When I got to my front door, I pulled on the knob but it didn't yield. There was a picnic table in the small front yard and I sat down on the bench and cried. I wondered what my father would tell me to do were he alive, but the vision of his warm, brown face faded quickly. I went to the door and called out to the cats, but I knew they couldn't save me. I decided to brace myself up against the wall and do some yoga poses. I felt
the hardness of the brick seep into me and give me strength. I stood there with my knee bent and my arms splayed, pressing into the wall for a long, long time. I was so frustrated that I had made it home but couldn't get in. Inside was my sanctuary. I could crawl into bed and sleep. Except that within me there was still that knowingness, the deeper level of thought that reminded me that I probably wouldn't sleep at all. I would be up all night cavorting around the place.

I began singing songs to myself. I loved Joni Mitchell's “The Circle Game” and I had taught it to my daughter many years before. We would curl up in her bed and sing it to each other till we fell asleep. Later I would crawl back into my own bed, the song still like a lullaby in my head. On this late-December night, “The Circle Game” comforted me for quite a while.

I went and lay down on the bench and tried to rest. It was too cold and snow was blowing in my face and felt like little icicles pricking against my skin. I was so cold and weary. I went back to the wall and stood there again, stoically flattening my back into the bricks as hard as I could. I continued this back-and-forth until finally I could see that the eastern skies were starting to lighten. I decided to walk up to the Danforth to see if the Tim Hortons would be open. I walked up the hill dreaming of coffee. But I didn't know how to get a hold of any money. I swung open the side door at Tim's and sat down at the nearest table. It wasn't long before a big, burly woman in uniform started snaking her way over to me. I didn't even try to argue, I just got up and left. I cursed the fact that I had
no money and I cursed myself that I didn't have the gumption to find any. I cruised on foot along the Danforth, peering into windows along the way, till I reached Broadview. I had no place to go. I had to go home.

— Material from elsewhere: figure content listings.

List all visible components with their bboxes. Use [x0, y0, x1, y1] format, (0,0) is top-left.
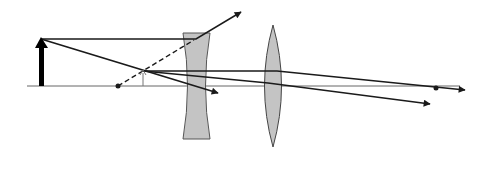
- lens-diagram: [0, 0, 498, 170]
- focal-point-right: [434, 86, 439, 91]
- converging-lens: [265, 25, 282, 147]
- focal-point-left: [116, 84, 121, 89]
- image-oblique-ray: [143, 71, 430, 104]
- virtual-ray-extension: [118, 40, 194, 86]
- parallel-ray: [41, 12, 241, 39]
- object-arrow-shaft: [39, 46, 44, 86]
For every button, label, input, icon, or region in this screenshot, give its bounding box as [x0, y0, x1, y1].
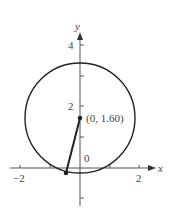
- center-point: [78, 116, 83, 121]
- y-tick-label-2: 2: [68, 100, 74, 112]
- radius-segment: [66, 118, 80, 173]
- origin-label: 0: [84, 152, 90, 164]
- x-axis-label: x: [157, 162, 163, 174]
- circle-point: [64, 171, 69, 176]
- y-axis-arrow-icon: [77, 32, 83, 40]
- center-point-label: (0, 1.60): [86, 112, 124, 125]
- x-axis-arrow-icon: [148, 165, 156, 171]
- y-tick-label-4: 4: [68, 39, 74, 51]
- y-axis-label: y: [74, 20, 80, 32]
- x-tick-label-2: 2: [136, 172, 142, 184]
- x-tick-label-neg2: −2: [13, 172, 25, 184]
- diagram-canvas: y x 4 2 −2 2 0 (0, 1.60): [0, 0, 179, 214]
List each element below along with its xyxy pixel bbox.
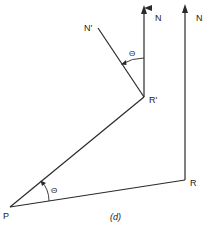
arrow-tip-icon [182,4,188,13]
label-n-rprime: N [155,13,162,23]
label-r: R [190,178,197,188]
diagram-canvas: N N N' Θ R' Θ R P (d) [0,0,205,225]
figure-caption: (d) [110,212,121,222]
label-nprime: N' [84,23,92,33]
segment-p-rprime [10,97,144,207]
label-theta-rprime: Θ [129,49,135,58]
arrow-tip-icon [141,5,147,14]
label-p: P [3,211,9,221]
navigation-diagram: N N N' Θ R' Θ R P (d) [0,0,205,225]
label-rprime: R' [149,95,157,105]
label-theta-p: Θ [51,186,57,195]
segment-rprime-nprime [98,28,144,97]
angle-arrow-icon [121,60,127,65]
angle-arrow-icon [41,181,47,187]
segment-p-r [10,180,185,207]
label-n-r: N [196,13,203,23]
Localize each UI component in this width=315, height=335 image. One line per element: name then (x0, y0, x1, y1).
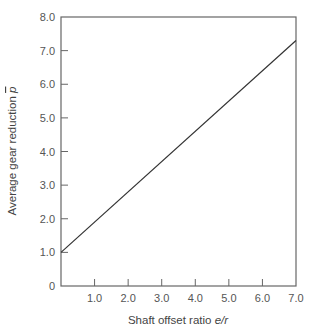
x-axis-title: Shaft offset ratio e/r (128, 314, 229, 326)
y-tick-label: 0 (49, 280, 55, 292)
x-tick-label: 1.0 (87, 292, 102, 304)
y-tick-label: 6.0 (40, 78, 55, 90)
y-tick-label: 5.0 (40, 112, 55, 124)
y-tick-label: 3.0 (40, 179, 55, 191)
x-tick-label: 3.0 (154, 292, 169, 304)
x-tick-label: 4.0 (188, 292, 203, 304)
y-tick-label: 1.0 (40, 246, 55, 258)
chart: 01.02.03.04.05.06.07.08.0 1.02.03.04.05.… (0, 0, 315, 335)
y-tick-label: 2.0 (40, 213, 55, 225)
y-tick-label: 7.0 (40, 45, 55, 57)
x-tick-label: 6.0 (255, 292, 270, 304)
y-tick-label: 4.0 (40, 146, 55, 158)
y-axis-title: Average gear reduction p (6, 86, 18, 216)
plot-frame (61, 17, 296, 286)
y-tick-label: 8.0 (40, 11, 55, 23)
x-tick-label: 7.0 (288, 292, 303, 304)
data-line (61, 41, 296, 253)
x-axis-ticks: 1.02.03.04.05.06.07.0 (87, 279, 304, 304)
x-tick-label: 5.0 (221, 292, 236, 304)
x-tick-label: 2.0 (120, 292, 135, 304)
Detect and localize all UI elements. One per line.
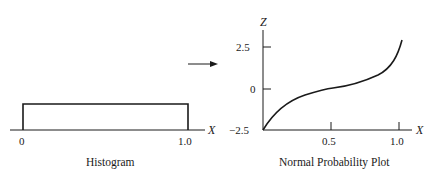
histogram-tick-0: 0: [19, 136, 25, 147]
arrow-right-icon: [188, 61, 218, 67]
plot-y-tick-2.5: 2.5: [236, 42, 250, 53]
histogram-tick-1: 1.0: [178, 136, 192, 147]
plot-y-label: Z: [260, 16, 267, 28]
probability-plot: [263, 30, 412, 130]
plot-y-tick-0: 0: [250, 84, 256, 95]
plot-x-tick-0.5: 0.5: [322, 136, 336, 147]
plot-x-tick-1.0: 1.0: [390, 136, 404, 147]
histogram-x-label: X: [208, 124, 215, 136]
plot-x-label: X: [416, 124, 423, 136]
plot-caption: Normal Probability Plot: [279, 157, 390, 169]
histogram-caption: Histogram: [86, 157, 135, 169]
probability-curve: [263, 40, 402, 130]
histogram: [10, 104, 205, 130]
histogram-bar: [23, 104, 188, 130]
plot-y-tick-neg2.5: −2.5: [229, 125, 249, 136]
figure-canvas: [0, 0, 434, 174]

Back at the picnic table in front of my door, one of my neighbours stepped out. We didn't really know each other. He looked at me for a bit and asked if I was okay. I shook my head no. His eyebrows were raised and he stood there for a moment silently. Then he said, “Come on in.” I followed him up the stairs. His girlfriend was sitting on a chair at a desk, typing on a laptop. They invited me to sit down. But the woman kept looking at me like I was some kind of animal and I was sure she was typing nasty things about me. I was very uncomfortable and after five minutes, I jumped up and went back outside. Fifteen minutes later my downstairs neighbour opened her door and yelled out my name. “Karen, here you are. Come on in. Have some tea.” She pulled up a chair for me. The apartment buzzed with the sound of kids getting ready for school, a dog waiting to be walked, people getting ready for work. It was just after seven. I sipped on my tea and sat quietly. My neighbour also sat at her computer, and it looked like page after page of names of companies, associations and people were flying by on the screen. I thought these must be some of my supporters and she's showing me that they're here to help. But instead, half an hour later the doorbell rang and a dear friend of mine stood there with her arms wide open. “We've been looking all over for you, Karen. Dan is on his way.” We hugged for a few minutes in silence but my mind was hissing.
Christ
, I thought.
It
figures
. I knew that Dan would take me back to the hospital, and at that moment I hated him for it.